Floss or Die?: A Conversation with Dental Scientist Mark Ryder
Ever heard the expression "floss or die?"
Laugh if you will, but there might be some truth to it after all. As Mark Ryder, DMD, chair of the division of periodontology in the UCSF School of Dentistry, explains, the mouth is both a window on our health and a doorway to disease.
What kind of disease? How about clogged arteries, strokes, and blood clots. That is to say nothing of high blood sugar and an increased incidence of premature births.
The list is a scary one because the millions of bacteria that clump together in plaque are a bad bunch. They secrete toxins. They evade the body's defenses. They cause a local inflammatory response far from their source. Indeed, 80 percent of infections in the body are so-called biofilm infections, which adhere in the same way plaque sticks to our teeth.
No wonder dentists often consider themselves "physicians of the mouth." Yet the general public —not to mention legislators— still seem baffled by what Ryder considers gospel: Oral health is the key to overall health.
Why else, he wonders, would proposed cuts in health assistance to the poor include eliminating dental visits? Cutting down on the risk of heart disease would certainly save much more. And dentists are often the first to spot signs of unrecognized diseases, such as osteoporosis, or provide graphic evidence to patients that smoking is ruining their teeth and gums and, thereby, their health.
Not that Ryder is standing pat on a soapbox. A researcher and teacher as well as a clinician, he has begun to study if Vitamin D reduces the effects of inflammation. His theory might surprise you.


» **TASK DETAILS**: Search the data for "Проблема" and copy every matching line.

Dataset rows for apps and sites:
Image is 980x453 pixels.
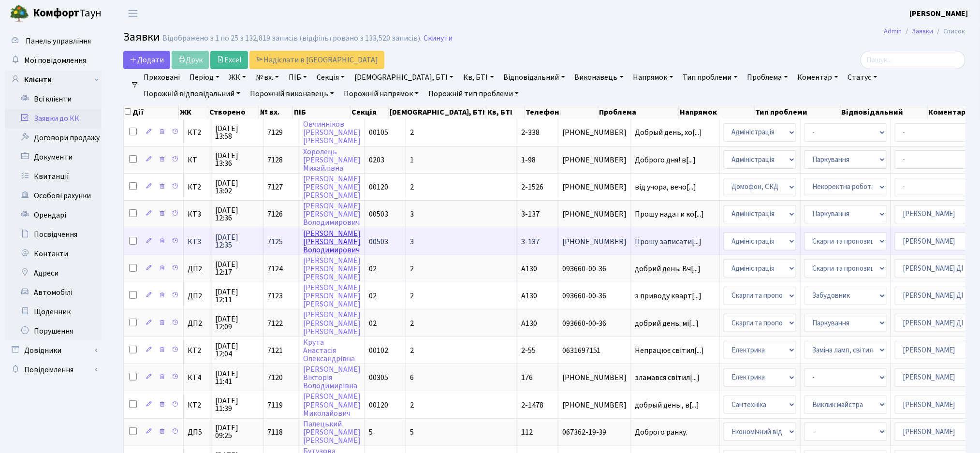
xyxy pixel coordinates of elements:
span: добрый день , в[...] [635,400,699,410]
span: 2-1526 [521,182,543,192]
span: [DATE] 12:11 [215,288,259,304]
span: 2 [410,318,414,329]
span: 2-338 [521,127,540,137]
a: Порожній тип проблеми [425,85,522,102]
a: Хоролець[PERSON_NAME]Михайлівна [303,146,361,174]
th: Секція [351,106,388,119]
span: [PHONE_NUMBER] [562,129,627,136]
span: А130 [521,318,537,329]
a: [PERSON_NAME][PERSON_NAME][PERSON_NAME] [303,310,361,337]
span: Заявки [123,28,160,46]
input: Пошук... [861,51,966,69]
span: [DATE] 13:58 [215,124,259,140]
a: Виконавець [571,69,627,85]
span: [DATE] 12:36 [215,206,259,222]
span: 00120 [369,182,388,192]
a: Порожній відповідальний [140,85,244,102]
span: Додати [129,55,164,65]
a: Період [186,69,223,85]
span: Непрацює світил[...] [635,345,704,356]
a: [PERSON_NAME][PERSON_NAME]Миколайович [303,391,361,419]
a: Автомобілі [5,283,101,302]
a: [PERSON_NAME][PERSON_NAME][PERSON_NAME] [303,255,361,282]
th: Напрямок [679,106,754,119]
span: [DATE] 11:41 [215,370,259,386]
span: [PHONE_NUMBER] [562,238,627,246]
span: 00305 [369,373,388,383]
span: 3-137 [521,237,540,247]
a: [PERSON_NAME][PERSON_NAME][PERSON_NAME] [303,282,361,310]
span: Добрый день, хо[...] [635,127,702,137]
th: Відповідальний [840,106,927,119]
a: Адреси [5,263,101,283]
span: зламався світил[...] [635,373,700,383]
span: КТ3 [187,211,207,218]
th: Тип проблеми [754,106,840,119]
div: Відображено з 1 по 25 з 132,819 записів (відфільтровано з 133,520 записів). [163,34,422,43]
span: 7128 [268,155,283,166]
li: Список [934,26,966,37]
a: Відповідальний [500,69,569,85]
span: А130 [521,291,537,301]
a: Панель управління [5,31,101,51]
a: Документи [5,148,101,167]
span: 7129 [268,127,283,137]
span: 7119 [268,400,283,410]
span: [PHONE_NUMBER] [562,211,627,218]
a: Проблема [743,69,792,85]
span: [PHONE_NUMBER] [562,183,627,191]
span: КТ [187,156,207,164]
a: Щоденник [5,302,101,321]
span: [DATE] 11:39 [215,397,259,412]
a: Напрямок [629,69,677,85]
span: КТ3 [187,238,207,246]
span: 2-1478 [521,400,543,410]
span: [PHONE_NUMBER] [562,374,627,381]
span: 176 [521,373,532,383]
a: Всі клієнти [5,90,101,109]
span: [DATE] 12:04 [215,342,259,358]
a: [PERSON_NAME][PERSON_NAME][PERSON_NAME] [303,174,361,200]
a: Коментар [793,69,842,85]
span: [DATE] 12:35 [215,234,259,249]
a: [DEMOGRAPHIC_DATA], БТІ [351,69,457,85]
a: Додати [123,51,170,69]
a: Клієнти [5,70,101,90]
th: Телефон [525,106,598,119]
span: з приводу кварт[...] [635,291,702,301]
span: добрий день. мі[...] [635,318,699,329]
span: 2 [410,345,414,356]
a: Посвідчення [5,225,101,244]
a: Статус [844,69,881,85]
span: 0203 [369,155,384,166]
th: ЖК [179,106,208,119]
span: 112 [521,427,532,438]
span: Доброго дня! в[...] [635,155,696,166]
th: Кв, БТІ [486,106,524,119]
nav: breadcrumb [869,21,980,41]
span: 093660-00-36 [562,265,627,273]
span: 00102 [369,345,388,356]
span: від учора, вечо[...] [635,182,696,192]
span: 5 [369,427,372,438]
span: 00503 [369,209,388,219]
span: КТ2 [187,183,207,191]
b: [PERSON_NAME] [910,8,968,19]
a: Порушення [5,321,101,341]
img: logo.png [9,4,29,23]
span: КТ2 [187,347,207,355]
span: 2 [410,263,414,274]
span: 7123 [268,291,283,301]
span: [DATE] 13:02 [215,179,259,195]
a: Кв, БТІ [459,69,498,85]
span: [PHONE_NUMBER] [562,402,627,409]
span: 00503 [369,237,388,247]
span: 093660-00-36 [562,292,627,300]
th: ПІБ [293,106,351,119]
span: 1 [410,155,414,166]
span: 3 [410,209,414,219]
span: 7127 [268,182,283,192]
th: Проблема [598,106,679,119]
span: 6 [410,373,414,383]
a: Порожній виконавець [246,85,338,102]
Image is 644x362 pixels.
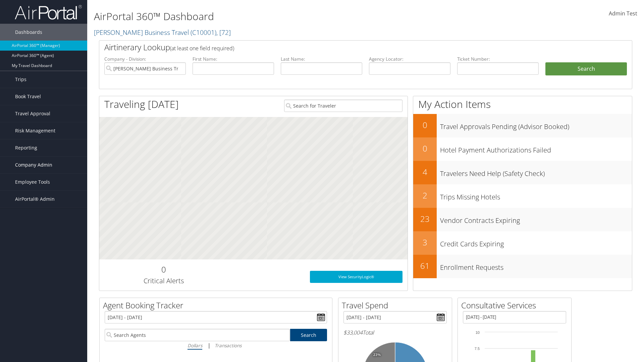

» **RESULT OF THIS EXERCISE**:
a: Проблема [743,69,792,85]
th: Проблема [598,106,679,119]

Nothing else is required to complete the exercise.